The benefits of diversification were discussed earlier, in the context of our break down of risk into market and firm-specific risk. The primary point of that discussion was that diversification eliminates firm-specific risk. The arbitrage pricing model uses the same argument and concludes that the return on a portfolio will not have a firm-specific component of unanticipated returns. The return on a portfolio can be written as the sum of two weighted averages: the anticipated returns in the portfolio and the market factors.

( ) ( )

(

...

)

...

...

...

2 , 2 2

, 2 2 1 , 2 2

1 , 1 2

, 1 2 1 , 1 1 2

2 1 1

+ +

+ +

+

+ +

+ +

+ +

+ +

=

F R w R

w R w

F R w R

w R w R w R

w R w R

n n

n n n

n p

where,

wj = Portfolio weight on asset j Rj = Expected return on asset j βi,j = Beta on factor i for asset j

Expected Returns and Betas

The final step in this process is estimating an expected return as a function of the betas specified above. To do this, we should first note that the beta of a portfolio is the weighted average of the betas of the assets in the portfolio. This property, in conjunction with the absence of arbitrage, leads to the conclusion that expected returns should be linearly related to betas. To see why, assume that there is only one factor and three portfolios. Portfolio A has a beta of 2.0 and an expected return on 20%; portfolio B has a beta of 1.0 and an expected return of 12%; and portfolio C has a beta of 1.5 and an expected return on 14%. Note that the investor can put half of his wealth in portfolio A and half in portfolio B and end up with a portfolio with a beta of 1.5 and an expected return of 16%. Consequently no investor will choose to hold portfolio C until the prices of assets in that portfolio drop and the expected return increases to 16%. By the same rationale, the expected returns on every portfolio should be a linear function of the beta. If they were not, we could combine two other portfolios, one with a higher beta and one with a lower beta, to earn a higher return than the portfolio in question, creating an opportunity for arbitrage. This argument can be extended to multiple factors with the same results. Therefore, the expected return on an asset can be written as

( )

R Rf

[

E

( )

R Rf

] [

E

( )

R Rf

]

n

[

E

( )

Rn Rf

]

E = + 1 1 − + 2 2 − +...+ − where

Rf = Expected return on a zero-beta portfolio

E(Rj) = Expected return on a portfolio with a factor beta of 1 for factor j and zero for all other factors.

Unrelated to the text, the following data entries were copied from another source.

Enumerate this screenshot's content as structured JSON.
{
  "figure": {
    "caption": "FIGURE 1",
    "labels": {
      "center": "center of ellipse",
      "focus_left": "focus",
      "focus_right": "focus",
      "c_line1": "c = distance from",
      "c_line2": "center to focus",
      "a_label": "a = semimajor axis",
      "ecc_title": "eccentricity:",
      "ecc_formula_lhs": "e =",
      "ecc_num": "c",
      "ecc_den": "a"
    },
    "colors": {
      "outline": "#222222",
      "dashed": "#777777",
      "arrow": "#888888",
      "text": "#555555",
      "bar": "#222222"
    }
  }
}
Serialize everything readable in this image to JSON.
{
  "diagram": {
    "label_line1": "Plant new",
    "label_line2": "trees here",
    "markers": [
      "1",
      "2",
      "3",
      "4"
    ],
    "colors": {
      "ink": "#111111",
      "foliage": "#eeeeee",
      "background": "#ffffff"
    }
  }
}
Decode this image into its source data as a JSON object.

The terms in the brackets can be considered to be risk premiums for each of the factors in the model.

The capital asset pricing model can be considered to be a special case of the arbitrage pricing model, where there is only one economic factor driving market-wide returns and the market portfolio is the factor.

( )

R Rf m

(

E

( )

Rm Rf

)

E = + −

The APM in Practice

The arbitrage pricing model requires estimates of each of the factor betas and factor risk premiums in addition to the riskless rate. In practice, these are usually estimated using historical data on asset returns and a factor analysis. Intuitively, in a factor analysis, we examine the historical data looking for common patterns that affect broad groups of assets (rather than just one sector or a few assets). A factor analysis provides two output measures:

1. It specifies the number of common factors that affected the historical return data

2. It measures the beta of each investment relative to each of the common factors and provides an estimate of the actual risk premium earned by each factor.

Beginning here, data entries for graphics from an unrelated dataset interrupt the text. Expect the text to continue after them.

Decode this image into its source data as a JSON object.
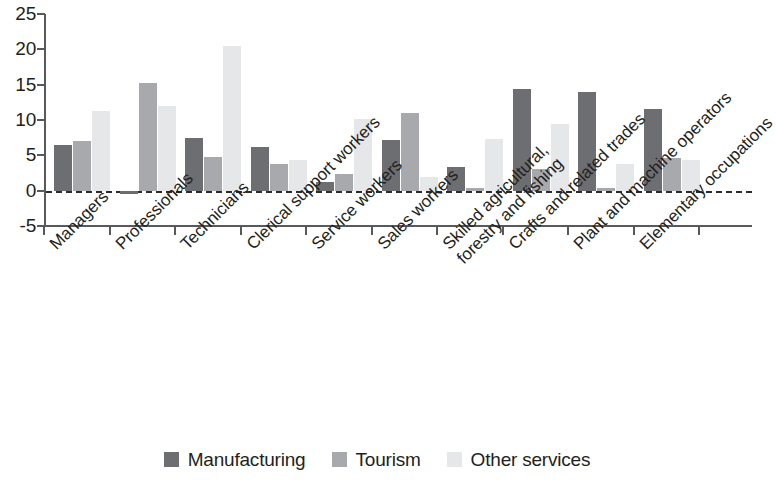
{
  "chart_data": {
    "type": "bar",
    "title": "",
    "subtitle": "",
    "xlabel": "",
    "ylabel": "",
    "ylim": [
      -5,
      25
    ],
    "yticks": [
      25,
      20,
      15,
      10,
      5,
      0,
      -5
    ],
    "ytick_labels": [
      "25",
      "20",
      "15",
      "10",
      "5",
      "0",
      "-5"
    ],
    "grid": false,
    "legend_position": "bottom",
    "zero_line": true,
    "categories": [
      "Managers",
      "Professionals",
      "Technicians",
      "Clerical support workers",
      "Service workers",
      "Sales workers",
      "Skilled agricultural, forestry and fishing",
      "Crafts and related trades",
      "Plant and machine operators",
      "Elementary occupations"
    ],
    "category_lines": [
      [
        "Managers"
      ],
      [
        "Professionals"
      ],
      [
        "Technicians"
      ],
      [
        "Clerical support workers"
      ],
      [
        "Service workers"
      ],
      [
        "Sales workers"
      ],
      [
        "Skilled agricultural,",
        "forestry and fishing"
      ],
      [
        "Crafts and related trades"
      ],
      [
        "Plant and machine operators"
      ],
      [
        "Elementary occupations"
      ]
    ],
    "series": [
      {
        "name": "Manufacturing",
        "color": "#6d6e71",
        "values": [
          6.5,
          -0.4,
          7.5,
          6.2,
          1.3,
          7.2,
          3.4,
          14.4,
          14.0,
          11.5
        ]
      },
      {
        "name": "Tourism",
        "color": "#a7a9ac",
        "values": [
          7.0,
          15.2,
          4.7,
          3.8,
          2.4,
          11.0,
          0.1,
          3.1,
          0.1,
          4.6
        ]
      },
      {
        "name": "Other services",
        "color": "#e6e7e8",
        "values": [
          11.3,
          12.0,
          20.5,
          4.3,
          10.1,
          2.0,
          7.3,
          9.5,
          3.8,
          4.3
        ]
      }
    ]
  },
  "legend": {
    "items": [
      {
        "label": "Manufacturing",
        "color": "#6d6e71"
      },
      {
        "label": "Tourism",
        "color": "#a7a9ac"
      },
      {
        "label": "Other services",
        "color": "#e6e7e8"
      }
    ]
  },
  "colors": {
    "axis": "#58595b",
    "text": "#231f20",
    "series_dark": "#6d6e71",
    "series_mid": "#a7a9ac",
    "series_light": "#e6e7e8",
    "background": "#ffffff"
  }
}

The factor analysis does not, however, identify the factors in economic terms. In summary, in the arbitrage pricing model, the market risk is measured relative to multiple unspecified macroeconomic variables, with the sensitivity of the investment relative to each factor being measured by a beta. The number of factors, the factor betas and factor risk premiums can all be estimated using the factor analysis.